Charles Waddell Chesnutt (June 20, 1858 – November 15, 1932) was an African American author, essayist, political activist and lawyer, best known for his novels and short stories exploring complex issues of racial and social identity in the post-Civil War South. Many families of free people of color were formed in the colonial and early Federal period; some attained education and property; in addition there were many mixed-race slaves, who as freedmen after the war were part of the complex society of the South. Two of his books were adapted as silent films in 1926 and 1927 by the African-American director and producer Oscar Micheaux. Following the civil rights movement of the 20th century, interest in Chesnutt's works was revived. Several of his books were published in new editions, and he received formal recognition. A commemorative stamp was printed in 2008.

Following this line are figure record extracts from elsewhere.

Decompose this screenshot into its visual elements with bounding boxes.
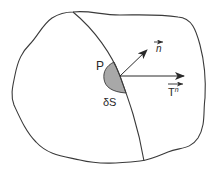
- surface-element: [104, 62, 126, 93]
- point-label: P: [96, 59, 104, 73]
- normal-vector: [120, 50, 147, 76]
- normal-label: n: [156, 43, 162, 54]
- traction-label: Tn: [168, 86, 179, 98]
- area-label: δS: [103, 96, 116, 108]
- traction-label-superscript: n: [175, 86, 179, 93]
- stress-diagram: P δS n Tn: [0, 0, 218, 174]
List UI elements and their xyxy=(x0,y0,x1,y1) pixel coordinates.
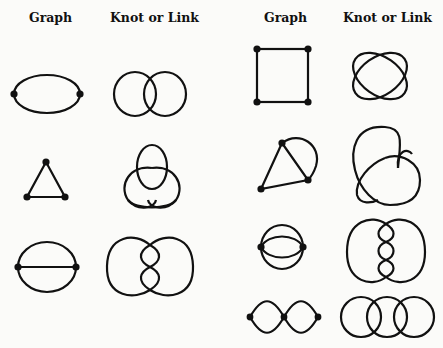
knot-two-lobe-twist xyxy=(107,238,193,296)
graph-digon-chain xyxy=(247,301,322,333)
graph-theta xyxy=(14,242,79,292)
knot-trefoil xyxy=(124,145,179,208)
graph-digon xyxy=(10,75,83,113)
graph-square xyxy=(253,45,311,105)
graph-triangle-arc xyxy=(257,138,317,192)
graph-multi-edge xyxy=(257,225,306,269)
knot-figure-eight xyxy=(353,127,420,205)
knot-hopf-link xyxy=(114,72,186,116)
graph-triangle xyxy=(23,158,68,200)
knot-interlaced-loops xyxy=(345,43,416,109)
knot-three-twist xyxy=(347,220,425,283)
figure-canvas xyxy=(0,0,443,348)
link-three-circles xyxy=(341,297,434,337)
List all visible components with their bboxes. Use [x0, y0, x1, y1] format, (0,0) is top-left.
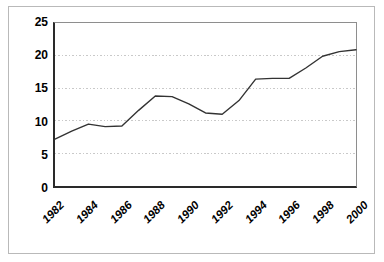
chart-figure: 0510152025 19821984198619881990199219941…: [0, 0, 384, 262]
x-axis: 1982198419861988199019921994199619982000: [0, 0, 384, 262]
x-axis-tick-label: 1982: [0, 199, 66, 262]
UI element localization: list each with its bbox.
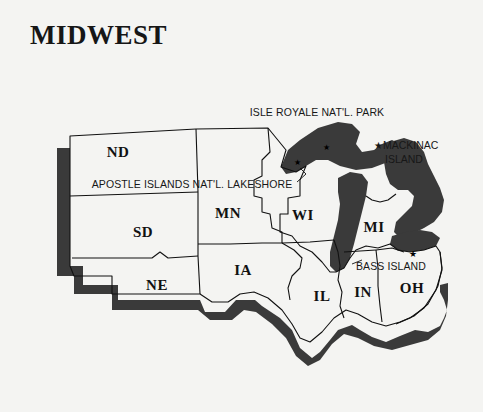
star-icon-bass-island: ★ <box>409 249 417 259</box>
state-label-oh: OH <box>400 280 424 297</box>
legend-mackinac-line2: ISLAND <box>374 152 438 166</box>
state-label-il: IL <box>314 288 331 305</box>
legend-mackinac-island: ★MACKINAC ISLAND <box>374 138 438 166</box>
state-label-ia: IA <box>234 262 252 279</box>
page-title: MIDWEST <box>30 20 167 51</box>
star-icon-isle-royale: ★ <box>323 143 330 152</box>
legend-mackinac-line1: MACKINAC <box>383 139 438 151</box>
annotation-bass-island: BASS ISLAND <box>356 260 426 272</box>
midwest-map-figure: MIDWEST ND SD NE MN IA WI IL IN MI OH IS… <box>0 0 483 412</box>
midwest-map-graphic <box>0 0 483 412</box>
star-icon-apostle-islands: ★ <box>294 158 301 167</box>
state-label-mn: MN <box>215 205 241 222</box>
state-label-in: IN <box>354 284 372 301</box>
annotation-apostle-islands: APOSTLE ISLANDS NAT'L. LAKESHORE <box>92 178 293 190</box>
state-label-ne: NE <box>146 277 168 294</box>
state-label-nd: ND <box>107 144 130 161</box>
state-label-sd: SD <box>133 224 153 241</box>
star-icon: ★ <box>374 140 383 151</box>
annotation-isle-royale: ISLE ROYALE NAT'L. PARK <box>250 106 384 118</box>
state-label-wi: WI <box>292 207 314 224</box>
state-label-mi: MI <box>364 219 385 236</box>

During the early 20th century in Cleveland, Chesnutt established what became a highly successful court reporting business, which provided his main income. He became active in the National Association for the Advancement of Colored People, writing articles supporting education as well as legal challenges to discriminatory laws.
== Early life ==
Chesnutt was born in Cleveland, Ohio, to Andrew Chesnutt and Ann Maria (née Sampson) Chesnutt, both "free persons of color" from Fayetteville, North Carolina. His paternal grandfather was known to be a white slaveholder, and Chesnutt likely had other white ancestors. He identified as African American but noted that he was seven-eighths white. Given his majority-European ancestry, Chesnutt could "pass" as a white man, although he never chose to do so. In many southern states at the time of his birth, Chesnutt would have been considered legally white, if he chose to identify that way.〔See, e.g., Fla. Stat. s. 1.01(6) (1967) (repealed 1969) (defining a negro as a person with one-eighth or more of African blood)〕 By contrast, under the one drop rule later adopted into law by the 1920s in most of the South,〔The one-drop rule was part of Virginia's Racial Integrity Act in 1924.〕 he would have been classified as legally black because of having some known African ancestry.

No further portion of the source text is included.